RF 486 RM 2097 (needs repainting!) RML 2472 (ex-Putney refurbished Dartmaster)
RM 545 (Mediabus, wheelchair-accessible) RM 2107 (International Coach Lines) RML 2613 (black bands over grille)
RM 980 (ex-Stagecoach at Upton Park) RCL 2223 (British Airports Authority) RML 2741 (Superdrug purple livery)
RM 1000 (ex-Croydon showbus) RML 2278 (former Westbourne Park, CentreWest) RML 2755 (ex-Willesden, Metroline)
So that is the end of that. I can think of little else to say but to thank all the operators who have made this difficult time so memorable by providing their superb buses to entertain us over the last two years - you really have made us proud, and are the true heirs of the old London Transport that was. As for Transport for London, now that they've brought the field to its knees, it's time for them to start thinking very hard about what they've got to do to win back people like me, who are going to be deserting public transport in droves now that the only enjoyable aspect of this mode of travel has been removed. I know the business model of today cuts the revenue-paying passenger out of the deal altogether in favour of extorting funding from their pockets whether they use buses or not, but that's got to change before a backlash of exhausted taxpayers threatens the genuine improvements that have been made to the bus network. Taking priority even before the aesthetic considerations of reunification and nationalisation should be the immediate restoration of proper seating to a quantity commensurate with pre-low-floor buses, blinds to the later FirstGroup-style KV/NV width and the fitting of opening windows at the front upper deck of each bus. Effective prevention of vandalism and bad behaviour, ideally through some sort of on-board security, has got to be addressed if I'm ever to come back. I wonder whether I shouldn't half-seriously apply for that Commissioner of Transport position that Bob Kiley is vacating (due to reasons we aren't privy to, believed to be some sort of spat with the Mayor) and that Peter Hendy reportedly fancies for himself. Because, at the end of the day, what does TfL actually DO, other than sit behind desks issuing edicts? They sold their responsibility to run buses eleven years ago, and have lost track of what's really needed in London - to that end, I think that the better bosses of today's independent companies should replace TfL and unify to take charge themselves.

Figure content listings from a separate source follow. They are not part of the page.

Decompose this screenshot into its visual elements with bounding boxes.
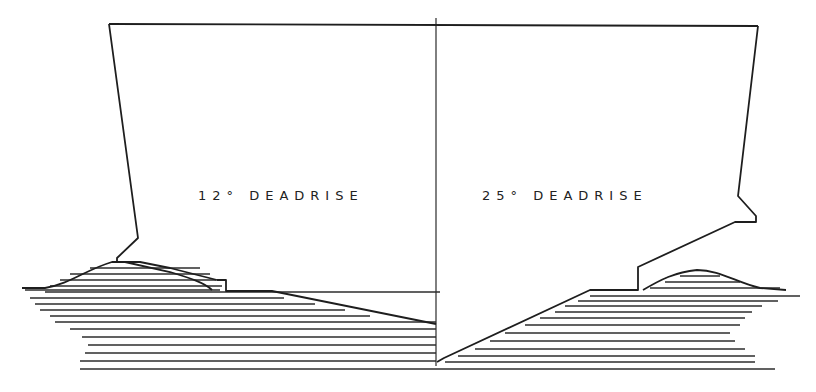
deadrise-comparison-diagram [0,0,816,392]
label-12-deg-deadrise: 12° DEADRISE [198,188,364,203]
deck-line [109,24,758,26]
right-spray-wave [643,270,786,290]
label-25-deg-deadrise: 25° DEADRISE [482,188,648,203]
hull-12-deg-deadrise [109,24,436,324]
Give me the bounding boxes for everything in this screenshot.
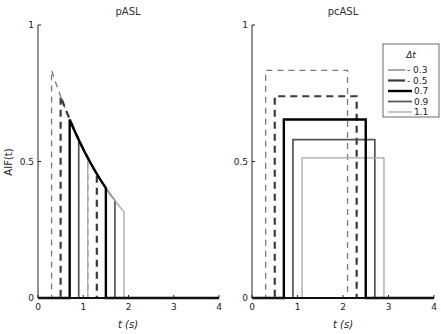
series-line-0-7: [252, 119, 434, 298]
series-line-1-1: [38, 158, 219, 298]
pasl-ylabel: AIF(t): [3, 148, 14, 175]
pasl-panel: pASL t (s) AIF(t) 0123400.51: [3, 6, 222, 330]
legend: Δt - 0.3- 0.50.70.91.1: [383, 44, 439, 117]
legend-label: 0.7: [414, 86, 428, 96]
series-line-0-5: [38, 96, 219, 298]
x-tick-label: 3: [386, 302, 392, 312]
series-line-0-7: [38, 119, 219, 298]
figure: pASL t (s) AIF(t) 0123400.51 pcASL t (s)…: [0, 0, 441, 334]
y-tick-label: 0: [242, 293, 248, 303]
x-tick-label: 2: [340, 302, 346, 312]
y-tick-label: 0: [28, 293, 34, 303]
pasl-xlabel: t (s): [118, 319, 138, 330]
series-line-0-3: [38, 70, 219, 298]
pcasl-xlabel: t (s): [333, 319, 353, 330]
y-tick-label: 1: [28, 20, 34, 30]
x-tick-label: 4: [216, 302, 222, 312]
y-tick-label: 1: [242, 20, 248, 30]
series-line-0-5: [252, 96, 434, 298]
pcasl-panel: pcASL t (s) 0123400.51 Δt - 0.3- 0.50.70…: [234, 6, 439, 330]
y-tick-label: 0.5: [234, 157, 248, 167]
legend-title: Δt: [405, 50, 416, 60]
series-line-0-9: [38, 140, 219, 298]
pcasl-title: pcASL: [328, 6, 359, 17]
legend-label: - 0.5: [407, 76, 427, 86]
x-tick-label: 0: [35, 302, 41, 312]
x-tick-label: 1: [295, 302, 301, 312]
legend-label: - 0.3: [407, 65, 427, 75]
x-tick-label: 1: [80, 302, 86, 312]
x-tick-label: 3: [171, 302, 177, 312]
x-tick-label: 0: [249, 302, 255, 312]
legend-label: 1.1: [414, 107, 428, 117]
series-line-0-9: [252, 140, 434, 298]
x-tick-label: 2: [126, 302, 132, 312]
x-tick-label: 4: [431, 302, 437, 312]
pasl-title: pASL: [115, 6, 141, 17]
series-line-1-1: [252, 158, 434, 298]
y-tick-label: 0.5: [20, 157, 34, 167]
legend-label: 0.9: [414, 97, 429, 107]
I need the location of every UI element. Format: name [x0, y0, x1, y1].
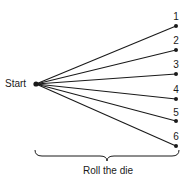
curly-brace — [35, 150, 179, 161]
outcome-node-1 — [174, 24, 178, 28]
outcome-label-1: 1 — [171, 12, 181, 22]
start-node — [33, 81, 38, 86]
outcome-node-4 — [174, 97, 178, 101]
branch-lines — [36, 26, 176, 146]
outcome-label-6: 6 — [171, 132, 181, 142]
outcome-label-2: 2 — [171, 36, 181, 46]
tree-diagram — [0, 0, 191, 185]
start-label: Start — [5, 79, 26, 89]
outcome-label-3: 3 — [171, 60, 181, 70]
outcome-node-3 — [174, 72, 178, 76]
outcome-node-6 — [174, 144, 178, 148]
branch-4 — [36, 84, 176, 99]
outcome-label-4: 4 — [171, 85, 181, 95]
brace-caption: Roll the die — [60, 166, 156, 176]
outcome-label-5: 5 — [171, 108, 181, 118]
outcome-node-5 — [174, 119, 178, 123]
outcome-node-2 — [174, 48, 178, 52]
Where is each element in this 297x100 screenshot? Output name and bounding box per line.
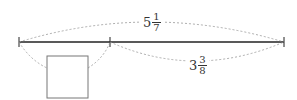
- whole-part: 3: [189, 58, 197, 73]
- total-length-label: 5 1 7: [141, 12, 163, 33]
- right-segment-label: 3 3 8: [187, 55, 209, 76]
- denominator: 8: [199, 66, 205, 76]
- left-brace-a: [19, 42, 47, 68]
- left-brace-b: [88, 42, 110, 68]
- whole-part: 5: [143, 15, 151, 30]
- denominator: 7: [153, 23, 159, 33]
- answer-box: [47, 56, 88, 98]
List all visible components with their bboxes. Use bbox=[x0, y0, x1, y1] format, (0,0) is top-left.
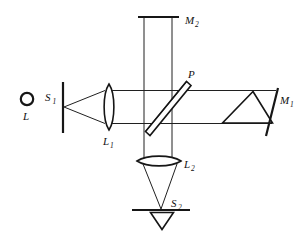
label-source-slit-text: S bbox=[45, 91, 51, 103]
label-screen-slit-sub: 2 bbox=[178, 203, 182, 212]
label-lamp: L bbox=[22, 110, 29, 122]
label-lens-2-text: L bbox=[183, 158, 190, 170]
label-screen-slit-text: S bbox=[171, 197, 177, 209]
label-mirror-1-sub: 1 bbox=[290, 100, 294, 109]
label-lens-1-sub: 1 bbox=[110, 141, 114, 150]
label-lens-2-sub: 2 bbox=[191, 164, 195, 173]
label-lens-1-text: L bbox=[102, 135, 109, 147]
optical-diagram-figure: L S 1 L 1 M 2 P M 1 L 2 bbox=[0, 0, 303, 237]
lamp-circle-icon bbox=[21, 93, 33, 105]
label-plate-text: P bbox=[187, 68, 195, 80]
label-source-slit-sub: 1 bbox=[53, 97, 57, 106]
optical-diagram-canvas: L S 1 L 1 M 2 P M 1 L 2 bbox=[0, 0, 303, 237]
label-mirror-1-text: M bbox=[279, 94, 290, 106]
label-mirror-2-text: M bbox=[184, 14, 195, 26]
lamp-source bbox=[21, 93, 33, 105]
label-lamp-text: L bbox=[22, 110, 29, 122]
label-plate: P bbox=[187, 68, 195, 80]
label-mirror-2-sub: 2 bbox=[195, 20, 199, 29]
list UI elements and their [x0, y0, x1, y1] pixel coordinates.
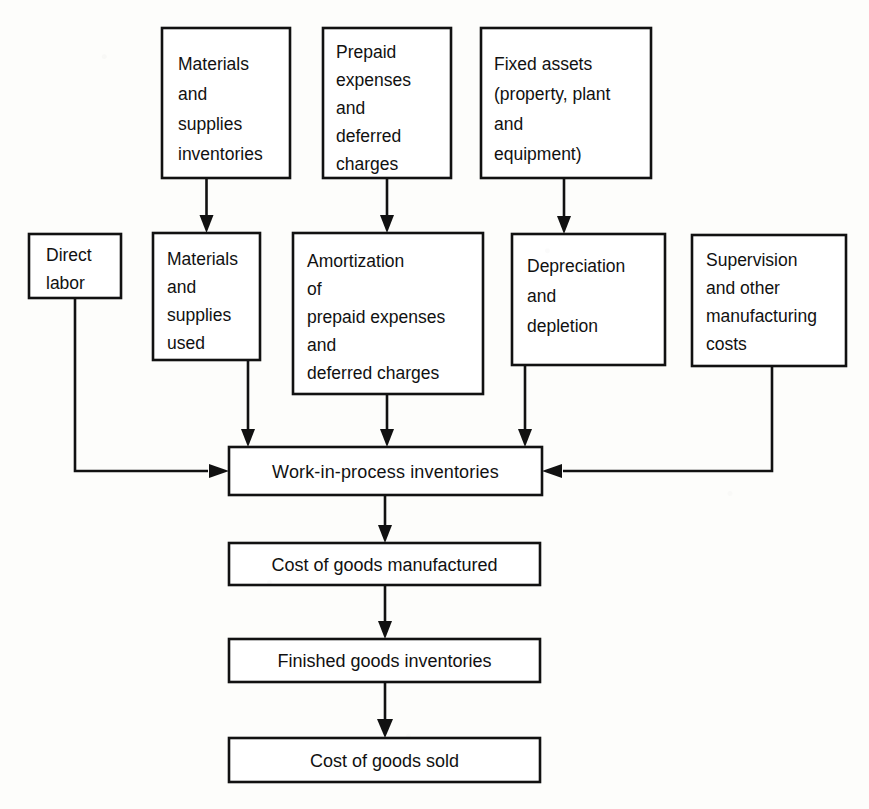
- node-fixed-assets[interactable]: Fixed assets (property, plant and equipm…: [481, 28, 651, 178]
- node-line: Cost of goods sold: [310, 751, 459, 771]
- node-line: equipment): [494, 144, 582, 164]
- edge-prepaid-to-amortization: [380, 178, 394, 233]
- node-line: (property, plant: [494, 84, 611, 104]
- node-amortization-prepaid-deferred[interactable]: Amortization of prepaid expenses and def…: [293, 233, 483, 394]
- node-line: and: [336, 98, 365, 118]
- node-work-in-process-inventories[interactable]: Work-in-process inventories: [229, 447, 542, 495]
- edge-wip-to-cogm: [378, 495, 392, 543]
- edge-cogm-to-fg: [378, 585, 392, 639]
- edge-fg-to-cogs: [377, 682, 393, 738]
- edge-fixed-assets-to-depreciation: [557, 178, 571, 234]
- node-line: Prepaid: [336, 42, 396, 62]
- node-line: expenses: [336, 70, 411, 90]
- node-line: Work-in-process inventories: [272, 462, 499, 482]
- node-depreciation-depletion[interactable]: Depreciation and depletion: [512, 234, 665, 365]
- node-line: deferred charges: [307, 363, 440, 383]
- node-line: supplies: [178, 114, 242, 134]
- node-line: Materials: [178, 54, 249, 74]
- edge-supervision-to-wip: [542, 366, 772, 478]
- node-line: labor: [46, 273, 85, 293]
- node-line: Amortization: [307, 251, 404, 271]
- node-line: inventories: [178, 144, 263, 164]
- edge-amortization-to-wip: [380, 394, 394, 447]
- node-line: Depreciation: [527, 256, 625, 276]
- node-line: Fixed assets: [494, 54, 592, 74]
- node-line: and: [307, 335, 336, 355]
- node-line: Direct: [46, 245, 92, 265]
- node-line: Cost of goods manufactured: [271, 555, 497, 575]
- node-line: and: [527, 286, 556, 306]
- node-line: charges: [336, 154, 399, 174]
- node-line: prepaid expenses: [307, 307, 445, 327]
- node-line: depletion: [527, 316, 598, 336]
- node-line: manufacturing: [706, 306, 817, 326]
- node-line: deferred: [336, 126, 401, 146]
- node-materials-supplies-used[interactable]: Materials and supplies used: [153, 233, 260, 360]
- flowchart-diagram: Materials and supplies inventories Prepa…: [0, 0, 869, 809]
- node-cost-of-goods-manufactured[interactable]: Cost of goods manufactured: [229, 543, 540, 585]
- flowchart-canvas: Materials and supplies inventories Prepa…: [0, 0, 869, 809]
- node-line: Supervision: [706, 250, 797, 270]
- node-prepaid-expenses-deferred-charges[interactable]: Prepaid expenses and deferred charges: [323, 28, 451, 178]
- node-line: and: [494, 114, 523, 134]
- node-line: used: [167, 333, 205, 353]
- node-line: Materials: [167, 249, 238, 269]
- node-line: supplies: [167, 305, 231, 325]
- node-line: of: [307, 279, 322, 299]
- node-line: and: [167, 277, 196, 297]
- node-line: Finished goods inventories: [277, 651, 491, 671]
- node-cost-of-goods-sold[interactable]: Cost of goods sold: [229, 738, 540, 782]
- node-supervision-other-manufacturing-costs[interactable]: Supervision and other manufacturing cost…: [692, 235, 846, 366]
- node-line: and other: [706, 278, 780, 298]
- node-direct-labor[interactable]: Direct labor: [29, 234, 121, 298]
- node-materials-supplies-inventories[interactable]: Materials and supplies inventories: [162, 28, 290, 178]
- edge-depreciation-to-wip: [518, 365, 532, 447]
- edge-materials-used-to-wip: [241, 360, 255, 447]
- node-line: costs: [706, 334, 747, 354]
- node-line: and: [178, 84, 207, 104]
- edge-materials-inventories-to-used: [200, 178, 214, 233]
- node-finished-goods-inventories[interactable]: Finished goods inventories: [229, 639, 540, 682]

And as for me? I've really welcomed all the email you've sent me, and the vast majority of you want me to stay - so I'm going to continue. Give me a chance to answer some of said email, finish Routemaster Requiem and just rest, and I'll be back in the New Year. It's looking very much like a weblog of some kind will be the new incarnation of the London Bus Page, with a more participatory aspect than hitherto, more emphasis on regions outside London (with occasional visits back if I can face it!), quite a bit more historical stuff, and a more spontaneous feel to it so that I can waffle randomly on whatever bus-related subject strikes me, with my posted entries capable of accepting feedback and contributions.
Thanks for all your support and see you next year.